Julius Lester
From the Other Side of the Tracks
July 23, 1968 will have to go down in the history of the black revolutionary struggle as a day of even more importance than July 25, 1967 (Detroit) and August 11, 1965 (Watts). It was on Tuesday night, July 23, that a small group of black men set up an ambush for the police in the streets of Cleveland, Ohio. They set it well and carefully: “... there were telephone complaints about an abandoned, stripped white Cadillac left on Beulah St.,” wrote the New York Post’s Jimmy Breslin. “The police tow truck came up to the Cadillac, shots came from three directions. The driver was a civilian employee. He was not hit. He was doing what they wanted him to do, radio for help. They would use their aim later.”
The police responded to the call for help, “and the first three cars pulled in and stopped. There was no shooting. The cops jumped out. Right away, heavy firing started. Louis Golonka sprang up and started running. Running in his black cop’s shoes to make the corner, and he was in the middle of a stride when they got him and he went down on his face. Willard Wolff came away from the wall and ran toward Golonka. He was almost to Golonka and he was holding his hands out to grab for Golonka when he was hit and went down. He did not move. Leroy Jones, a lieutenant, came after the two of them and people were yelling at him, but Jones couldn’t hear them in the noise and he was running when he was shot in the head and he fell on his face and died alongside a mailbox.”
In fifteen minutes it was all over. Three cops were dead and fourteen wounded. Seven blacks died and one was wounded. Of those blacks killed, four were believed to have been guerrillas. The other three were fair game for the cops who killed them.
In military terms, it was a clear victory for the guerrillas. The police suffered 17 casualties. The black community, seven. Mayor Carl Stokes quickly rounded up some of the best-known black nationalists in town. He was in trouble and had to arrest somebody in a hurry. One of the nationalists, Fred Ahmed Evans, claims that he was the organizer of the group who carried out the ambush. That may be. But then again, it may not. There was no political need for Evans to volunteer any information to the police. The deed had been done and it spoke eloquently for itself. Politically, it would’ve been wiser for Evans to yell, “Frameup!” But maybe the brother’s on an ego trip.
Carl Stokes handled the overall situation very well. His purpose for being in office was to keep “those people” in line and in circumstances which would have sent a white mayor into a panic, Stokes showed that he could keep “those people” in line. Although he’d had the Governor call up the National Guard; he decided against immediately putting the Guard in the black community. Instead he called together every Negro who had ever applied the name leader to himself and put upon them and the Negro policeman the responsibility of keeping the ghetto quiet. It was a gamble, and it-worked to a greater degree than Stokes’ white bosses had anticipated. Although there were some burnings and liberating of stores (looting) the night following the ambush, the People did not take to the streets as they would have had the Guard been in the community.
This ploy of Stokes’ is likely to be picked up rapidly by mayors from coast to coast. Instead of the colonial power using its own troops to police the native quarters, how much better it is to let the natives police themselves. And, it is a move which the ideology of the black movement has laid the groundwork for. It is a move which takes advantage of the weaknesses of the “everybody-black-is-a-brother” position. It is a move which takes advantage of the calls for unity based on blackness rather than unity based on class and ideology. A black cop firing his gun at black people cannot be considered a:-brother. A black nationalist, a black minister or black political figure who walks the streets of the community and tells the people that fighting back is not the way is not a brother. A brother has one message and one message only—the best way to fight.
Under the guise of black unity, the black community is being divided. Under the guise of brotherhood and togetherness, one segment of the community is going to be used to police and oppress the other segment. And the ideological framework for this was laid by those who follow the Carmichael line, “Every Negro is a potential black man.” How much more true is Rap Brown’s statement, “Every Negro is a potential traitor. Every black man is a potential revolutionary.”
It is to be hoped that the cadre which planned and carried out the ambush have also done their political homework and are carrying it into the community. In an urban situation, a guerrilla unit cannot survive unless it is simultaneously educating the people politically and thereby gaining their material support. The battle is not against cops. It is against a system which has created political and economic institutions whose sole aims are the oppression, degradation and exploitation of everyone. Cops are only an instrument of that system and have to be fought as long as they continue to be instruments. They are not the target, however. They are merely there to guard the target.
That there is a basis within the people for understanding the necessity and dynamics of revolution, there can be no doubt. The New York Post (July 24) reports an incident where the police were trying to chase some small boys off the street so they wouldn’t get hit by any stray bullets from the guns of the guerrillas. One of the boys told the cops, “they’re (the guerrillas) not after us. They’re after you. They want you, not us.” On that kind of understanding, a great and lasting revolutionary movement can be built, provided that we know what we want to build and what the necessary tools are for the building.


▸ **Goal of the exercise**
Could you print all of the data below again, exactly?

▸ **Source material**
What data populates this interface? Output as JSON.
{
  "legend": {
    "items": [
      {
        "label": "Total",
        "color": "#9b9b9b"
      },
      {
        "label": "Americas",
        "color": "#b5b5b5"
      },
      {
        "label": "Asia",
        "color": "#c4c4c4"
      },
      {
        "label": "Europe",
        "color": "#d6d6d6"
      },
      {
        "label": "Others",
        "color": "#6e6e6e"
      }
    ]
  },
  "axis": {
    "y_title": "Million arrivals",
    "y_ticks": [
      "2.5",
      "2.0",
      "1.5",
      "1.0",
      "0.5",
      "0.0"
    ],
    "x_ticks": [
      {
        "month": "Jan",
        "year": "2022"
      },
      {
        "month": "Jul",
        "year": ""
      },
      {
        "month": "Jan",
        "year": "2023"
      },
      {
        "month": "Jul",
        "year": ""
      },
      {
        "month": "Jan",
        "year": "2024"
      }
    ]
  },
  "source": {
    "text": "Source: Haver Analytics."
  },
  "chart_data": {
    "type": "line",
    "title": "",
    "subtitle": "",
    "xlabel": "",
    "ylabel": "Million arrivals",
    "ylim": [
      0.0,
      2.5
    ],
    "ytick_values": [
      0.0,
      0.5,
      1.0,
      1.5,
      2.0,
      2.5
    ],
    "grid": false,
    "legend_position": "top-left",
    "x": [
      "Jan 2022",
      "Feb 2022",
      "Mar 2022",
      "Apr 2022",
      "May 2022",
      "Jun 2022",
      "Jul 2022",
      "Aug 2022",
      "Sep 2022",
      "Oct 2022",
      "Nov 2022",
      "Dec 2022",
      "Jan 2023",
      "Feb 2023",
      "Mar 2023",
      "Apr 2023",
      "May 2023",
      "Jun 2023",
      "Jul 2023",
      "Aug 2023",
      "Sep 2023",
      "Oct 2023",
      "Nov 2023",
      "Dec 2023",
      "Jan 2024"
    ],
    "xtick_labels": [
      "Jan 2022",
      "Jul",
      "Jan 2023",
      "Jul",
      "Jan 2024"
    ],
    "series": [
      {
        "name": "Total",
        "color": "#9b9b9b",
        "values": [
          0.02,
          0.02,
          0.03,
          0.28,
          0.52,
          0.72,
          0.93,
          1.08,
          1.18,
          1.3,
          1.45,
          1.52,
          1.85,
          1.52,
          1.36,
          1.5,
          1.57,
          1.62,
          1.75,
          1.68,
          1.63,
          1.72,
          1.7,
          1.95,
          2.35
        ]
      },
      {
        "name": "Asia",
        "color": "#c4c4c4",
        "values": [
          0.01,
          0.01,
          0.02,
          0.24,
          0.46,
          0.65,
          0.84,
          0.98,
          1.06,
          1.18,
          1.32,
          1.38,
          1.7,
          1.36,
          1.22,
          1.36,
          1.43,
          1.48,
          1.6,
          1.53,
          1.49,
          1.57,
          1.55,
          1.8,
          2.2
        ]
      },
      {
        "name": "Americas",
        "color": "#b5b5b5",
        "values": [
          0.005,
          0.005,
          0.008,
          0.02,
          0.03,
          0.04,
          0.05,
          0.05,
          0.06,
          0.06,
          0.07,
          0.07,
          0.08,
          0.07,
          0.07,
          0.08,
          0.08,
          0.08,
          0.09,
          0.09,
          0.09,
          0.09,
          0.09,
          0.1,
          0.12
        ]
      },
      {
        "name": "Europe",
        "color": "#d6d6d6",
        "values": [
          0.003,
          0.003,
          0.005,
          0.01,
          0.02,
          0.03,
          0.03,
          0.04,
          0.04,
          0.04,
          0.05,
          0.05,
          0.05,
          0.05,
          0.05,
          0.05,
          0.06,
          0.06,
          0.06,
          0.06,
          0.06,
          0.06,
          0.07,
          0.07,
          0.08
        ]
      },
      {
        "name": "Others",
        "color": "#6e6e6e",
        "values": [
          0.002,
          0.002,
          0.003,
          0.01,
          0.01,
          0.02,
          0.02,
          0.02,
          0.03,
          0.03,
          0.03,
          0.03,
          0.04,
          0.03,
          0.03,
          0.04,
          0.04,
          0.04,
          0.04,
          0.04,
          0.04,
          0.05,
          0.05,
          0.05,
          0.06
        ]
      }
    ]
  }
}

▸ **Answer to the exercise**
What data populates this interface? Output as JSON.
{
  "legend": {
    "items": [
      {
        "label": "Total",
        "color": "#9b9b9b"
      },
      {
        "label": "Americas",
        "color": "#b5b5b5"
      },
      {
        "label": "Asia",
        "color": "#c4c4c4"
      },
      {
        "label": "Europe",
        "color": "#d6d6d6"
      },
      {
        "label": "Others",
        "color": "#6e6e6e"
      }
    ]
  },
  "axis": {
    "y_title": "Million arrivals",
    "y_ticks": [
      "2.5",
      "2.0",
      "1.5",
      "1.0",
      "0.5",
      "0.0"
    ],
    "x_ticks": [
      {
        "month": "Jan",
        "year": "2022"
      },
      {
        "month": "Jul",
        "year": ""
      },
      {
        "month": "Jan",
        "year": "2023"
      },
      {
        "month": "Jul",
        "year": ""
      },
      {
        "month": "Jan",
        "year": "2024"
      }
    ]
  },
  "source": {
    "text": "Source: Haver Analytics."
  },
  "chart_data": {
    "type": "line",
    "title": "",
    "subtitle": "",
    "xlabel": "",
    "ylabel": "Million arrivals",
    "ylim": [
      0.0,
      2.5
    ],
    "ytick_values": [
      0.0,
      0.5,
      1.0,
      1.5,
      2.0,
      2.5
    ],
    "grid": false,
    "legend_position": "top-left",
    "x": [
      "Jan 2022",
      "Feb 2022",
      "Mar 2022",
      "Apr 2022",
      "May 2022",
      "Jun 2022",
      "Jul 2022",
      "Aug 2022",
      "Sep 2022",
      "Oct 2022",
      "Nov 2022",
      "Dec 2022",
      "Jan 2023",
      "Feb 2023",
      "Mar 2023",
      "Apr 2023",
      "May 2023",
      "Jun 2023",
      "Jul 2023",
      "Aug 2023",
      "Sep 2023",
      "Oct 2023",
      "Nov 2023",
      "Dec 2023",
      "Jan 2024"
    ],
    "xtick_labels": [
      "Jan 2022",
      "Jul",
      "Jan 2023",
      "Jul",
      "Jan 2024"
    ],
    "series": [
      {
        "name": "Total",
        "color": "#9b9b9b",
        "values": [
          0.02,
          0.02,
          0.03,
          0.28,
          0.52,
          0.72,
          0.93,
          1.08,
          1.18,
          1.3,
          1.45,
          1.52,
          1.85,
          1.52,
          1.36,
          1.5,
          1.57,
          1.62,
          1.75,
          1.68,
          1.63,
          1.72,
          1.7,
          1.95,
          2.35
        ]
      },
      {
        "name": "Asia",
        "color": "#c4c4c4",
        "values": [
          0.01,
          0.01,
          0.02,
          0.24,
          0.46,
          0.65,
          0.84,
          0.98,
          1.06,
          1.18,
          1.32,
          1.38,
          1.7,
          1.36,
          1.22,
          1.36,
          1.43,
          1.48,
          1.6,
          1.53,
          1.49,
          1.57,
          1.55,
          1.8,
          2.2
        ]
      },
      {
        "name": "Americas",
        "color": "#b5b5b5",
        "values": [
          0.005,
          0.005,
          0.008,
          0.02,
          0.03,
          0.04,
          0.05,
          0.05,
          0.06,
          0.06,
          0.07,
          0.07,
          0.08,
          0.07,
          0.07,
          0.08,
          0.08,
          0.08,
          0.09,
          0.09,
          0.09,
          0.09,
          0.09,
          0.1,
          0.12
        ]
      },
      {
        "name": "Europe",
        "color": "#d6d6d6",
        "values": [
          0.003,
          0.003,
          0.005,
          0.01,
          0.02,
          0.03,
          0.03,
          0.04,
          0.04,
          0.04,
          0.05,
          0.05,
          0.05,
          0.05,
          0.05,
          0.05,
          0.06,
          0.06,
          0.06,
          0.06,
          0.06,
          0.06,
          0.07,
          0.07,
          0.08
        ]
      },
      {
        "name": "Others",
        "color": "#6e6e6e",
        "values": [
          0.002,
          0.002,
          0.003,
          0.01,
          0.01,
          0.02,
          0.02,
          0.02,
          0.03,
          0.03,
          0.03,
          0.03,
          0.04,
          0.03,
          0.03,
          0.04,
          0.04,
          0.04,
          0.04,
          0.04,
          0.04,
          0.05,
          0.05,
          0.05,
          0.06
        ]
      }
    ]
  }
}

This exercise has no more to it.